Legal & Regulatory

EPA Stops Requiring Greenhouse Gas PSD/Title V Permits

Per a recent U.S. Supreme Court decision, the Environmental Protection Agency (EPA) will no longer require Prevention of Significant Deterioration (PSD) or Title V permits for large sources of greenhouse gas (GHG) emissions, Office of Air and Radiation head Janet McCabe told the agency’s 10 regional administrators in a July 24 memo. 

The memo outlines the agency’s next moves on the application of Clean Air Act permitting programs to GHGs following the U.S. Supreme Court’s pivotal June 23 decision.

Ruling in Utility Air Regulatory Group v. EPA, the divided high court concluded that the agency may not treat GHGs as a pollutant for purposes of defining a “major emitting facility” in the context of its PSD provisions, or as a “major source” in the Title V context. However, the court ruled that the agency could continue to require that PSD permits—otherwise required based on emissions of conventional pollutants—contain limits for GHG emissions based on the application of Best Available Control Technology (BACT).

The EPA expects “further court action to apply [to] the decision,” and it will likely take “other steps in the longer term,” the memo says. The Supreme Court is soon expected to send its final decision down to the D.C. Circuit, which then will issue an order to the EPA to revise or remand the contested rules.

But for now, the EPA will no longer require PSD or Title V permits for sources identified under Step 2 of the Tailoring Rule, the memo says.

These include sources that are only subject to the PSD program if GHGs are the only pollutant (and not for emissions “anyway” of any of the six conventional pollutants covered under national ambient air quality standards). It also applies to new sources that can emit at least 100,000 tons per year (tpy) carbon dioxide equivalent (CO2e) and existing sources that emit at that level or undertake modifications that increase emissions by at least 75,000 tpy CO2e and also emit at least 100 to 250 tpy of GHGs on a mass basis.

According to the EPA, Step 2 sources are responsible for nearly 70% of total national stationary source GHG emissions.

The EPA’s new direction means regional offices will have to confer with state and local permitting authorities and applicants to discuss how to handle pending permit applications.

It also means the agency will halt applying regulations that would require that states include in their EPA-approved PSD state implementation plans (SIPs) a requirement that Step 2 sources obtain PSD/Title V permits. Federal PSD and Title V rules will likely be revised, along with many SIPs and approved Title V programs, the agency says.

The Supreme Court’s decision allows the EPA to continue applying the PSD BACT requirement for GHG, as well as other pollutants, if new and modified “anyway” sources emit those pollutants at or above certain thresholds, the memo notes. To ensure compliance with the Clean Air Act, “the EPA intends to continue applying BACT to GHG at ‘anyway sources’ and processing PSD permit applications for ‘anyway sources’ using a 75,000 tpy CO2e threshold to determine whether a permit must include a BACT limitation for GHGs, pending further developments,” it adds.

And, while the court’s decision did not directly address the application of PSD and Title V permitting requirements to biogenic emissions from biomass plants, the EPA said work regarding the biogenic carbon dioxide assessment framework would continue. The agency noted that the D.C. Circuit in July 2013 overturned the EPA’s rule deferring application of those permitting programs by three years, and that the so-called “Deferral Rule” had expired on its own terms on July 21, 2014.

“Nonetheless, the EPA’s current view is that the Supreme Court’s decision effectively narrows the scope of the biogenic CO2 permitting issues that remain for the EPA to address. This is because, as described above, the EPA will no longer apply or enforce regulatory provisions requiring PSD or Title V permits for sources solely on the basis of their GHG emissions.”

Finally, the EPA says that following the Supreme Court’s decision it has ceased working on a five-year study as part of the Tailoring Rule to project administrative burdens that remain for small GHG-emitting sources. The EPA had sought to use that study to complete Step 4, which comprised GHG rulemaking for small sources by April 2016.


■ **WHAT THE EXERCISE ASKS**:
Filter the material below down to the lines with the word "fraction" and give those lines.
*-*-*
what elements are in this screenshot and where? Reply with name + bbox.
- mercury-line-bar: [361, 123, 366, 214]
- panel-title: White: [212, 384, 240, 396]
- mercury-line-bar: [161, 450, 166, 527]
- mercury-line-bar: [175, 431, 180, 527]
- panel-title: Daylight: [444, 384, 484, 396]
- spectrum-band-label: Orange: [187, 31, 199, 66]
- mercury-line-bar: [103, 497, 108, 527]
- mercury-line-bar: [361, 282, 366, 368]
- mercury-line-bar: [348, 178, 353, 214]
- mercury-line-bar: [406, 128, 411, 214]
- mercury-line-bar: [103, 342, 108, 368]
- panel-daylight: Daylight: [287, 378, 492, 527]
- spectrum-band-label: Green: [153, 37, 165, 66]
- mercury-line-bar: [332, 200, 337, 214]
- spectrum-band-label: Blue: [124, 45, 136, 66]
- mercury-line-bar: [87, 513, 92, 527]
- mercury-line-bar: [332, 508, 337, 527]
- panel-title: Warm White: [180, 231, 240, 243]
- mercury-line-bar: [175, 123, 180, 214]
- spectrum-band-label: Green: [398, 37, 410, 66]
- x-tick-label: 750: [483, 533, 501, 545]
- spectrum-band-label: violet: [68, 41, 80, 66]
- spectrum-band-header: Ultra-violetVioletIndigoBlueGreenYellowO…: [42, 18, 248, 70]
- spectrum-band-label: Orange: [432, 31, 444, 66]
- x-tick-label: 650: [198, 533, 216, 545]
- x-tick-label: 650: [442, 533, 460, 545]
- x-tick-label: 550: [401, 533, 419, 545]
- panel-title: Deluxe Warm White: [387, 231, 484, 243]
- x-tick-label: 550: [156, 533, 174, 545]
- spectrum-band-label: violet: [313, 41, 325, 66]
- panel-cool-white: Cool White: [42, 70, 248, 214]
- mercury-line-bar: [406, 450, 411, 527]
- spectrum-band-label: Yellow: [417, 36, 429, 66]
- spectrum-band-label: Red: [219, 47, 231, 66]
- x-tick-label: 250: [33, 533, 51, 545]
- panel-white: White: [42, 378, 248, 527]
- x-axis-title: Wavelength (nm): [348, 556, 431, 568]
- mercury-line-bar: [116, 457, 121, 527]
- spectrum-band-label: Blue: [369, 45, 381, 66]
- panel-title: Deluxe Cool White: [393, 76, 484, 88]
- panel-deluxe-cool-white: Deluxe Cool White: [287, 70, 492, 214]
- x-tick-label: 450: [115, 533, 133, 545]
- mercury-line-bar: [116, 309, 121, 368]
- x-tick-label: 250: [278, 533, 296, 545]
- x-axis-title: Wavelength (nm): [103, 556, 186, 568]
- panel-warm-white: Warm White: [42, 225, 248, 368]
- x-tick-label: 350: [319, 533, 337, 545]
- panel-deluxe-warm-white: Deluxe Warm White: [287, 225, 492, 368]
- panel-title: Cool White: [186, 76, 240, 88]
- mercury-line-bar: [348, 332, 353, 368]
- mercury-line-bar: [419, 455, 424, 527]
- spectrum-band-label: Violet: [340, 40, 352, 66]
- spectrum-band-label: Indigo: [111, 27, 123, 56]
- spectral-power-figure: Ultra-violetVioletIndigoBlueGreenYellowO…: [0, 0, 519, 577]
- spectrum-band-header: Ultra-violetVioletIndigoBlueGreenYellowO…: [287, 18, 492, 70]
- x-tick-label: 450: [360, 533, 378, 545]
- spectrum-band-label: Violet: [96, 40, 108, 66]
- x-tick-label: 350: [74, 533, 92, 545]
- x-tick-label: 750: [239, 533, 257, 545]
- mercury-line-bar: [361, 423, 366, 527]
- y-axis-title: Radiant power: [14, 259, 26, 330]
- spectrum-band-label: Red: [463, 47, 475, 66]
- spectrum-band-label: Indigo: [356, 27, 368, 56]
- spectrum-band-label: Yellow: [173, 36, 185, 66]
*-*-*
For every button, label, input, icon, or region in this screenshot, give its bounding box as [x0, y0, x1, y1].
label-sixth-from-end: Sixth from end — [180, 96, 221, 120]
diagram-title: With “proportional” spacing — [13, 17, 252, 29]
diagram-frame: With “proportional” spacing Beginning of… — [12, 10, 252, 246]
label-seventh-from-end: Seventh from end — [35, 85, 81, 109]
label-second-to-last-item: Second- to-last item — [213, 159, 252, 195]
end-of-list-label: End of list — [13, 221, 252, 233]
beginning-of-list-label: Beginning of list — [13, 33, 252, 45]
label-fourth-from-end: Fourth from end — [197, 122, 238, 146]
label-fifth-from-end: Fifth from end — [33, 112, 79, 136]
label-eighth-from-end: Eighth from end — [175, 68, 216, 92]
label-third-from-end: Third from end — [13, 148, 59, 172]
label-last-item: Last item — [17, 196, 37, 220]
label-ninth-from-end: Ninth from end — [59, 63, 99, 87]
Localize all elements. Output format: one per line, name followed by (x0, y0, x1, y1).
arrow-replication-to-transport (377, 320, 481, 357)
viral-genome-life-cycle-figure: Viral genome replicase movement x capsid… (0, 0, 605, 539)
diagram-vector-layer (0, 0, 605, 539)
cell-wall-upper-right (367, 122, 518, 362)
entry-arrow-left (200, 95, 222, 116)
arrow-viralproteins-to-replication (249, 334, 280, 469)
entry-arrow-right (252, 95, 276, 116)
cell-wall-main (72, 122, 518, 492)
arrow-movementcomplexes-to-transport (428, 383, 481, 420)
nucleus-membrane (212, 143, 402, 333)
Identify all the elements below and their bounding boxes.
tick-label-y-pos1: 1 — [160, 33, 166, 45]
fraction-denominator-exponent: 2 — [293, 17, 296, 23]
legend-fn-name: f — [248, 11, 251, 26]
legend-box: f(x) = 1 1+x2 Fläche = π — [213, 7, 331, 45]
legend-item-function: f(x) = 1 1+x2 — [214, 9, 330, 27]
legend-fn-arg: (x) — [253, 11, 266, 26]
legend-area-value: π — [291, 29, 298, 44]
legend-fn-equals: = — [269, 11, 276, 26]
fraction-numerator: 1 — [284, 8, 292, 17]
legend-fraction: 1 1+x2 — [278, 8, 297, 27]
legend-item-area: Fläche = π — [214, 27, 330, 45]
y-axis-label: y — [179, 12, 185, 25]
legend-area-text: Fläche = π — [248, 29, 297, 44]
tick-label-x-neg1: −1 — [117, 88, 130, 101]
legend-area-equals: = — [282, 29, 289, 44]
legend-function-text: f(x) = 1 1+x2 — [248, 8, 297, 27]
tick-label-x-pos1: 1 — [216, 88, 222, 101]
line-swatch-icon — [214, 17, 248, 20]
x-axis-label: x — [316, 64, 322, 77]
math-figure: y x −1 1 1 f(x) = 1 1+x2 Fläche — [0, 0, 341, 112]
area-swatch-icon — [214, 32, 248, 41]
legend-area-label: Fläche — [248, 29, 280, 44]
*-*-*
■ **TASK RESULT**:
fraction-denominator-exponent: 2 — [293, 17, 296, 23]
fraction-numerator: 1 — [284, 8, 292, 17]
legend-fraction: 1 1+x2 — [278, 8, 297, 27]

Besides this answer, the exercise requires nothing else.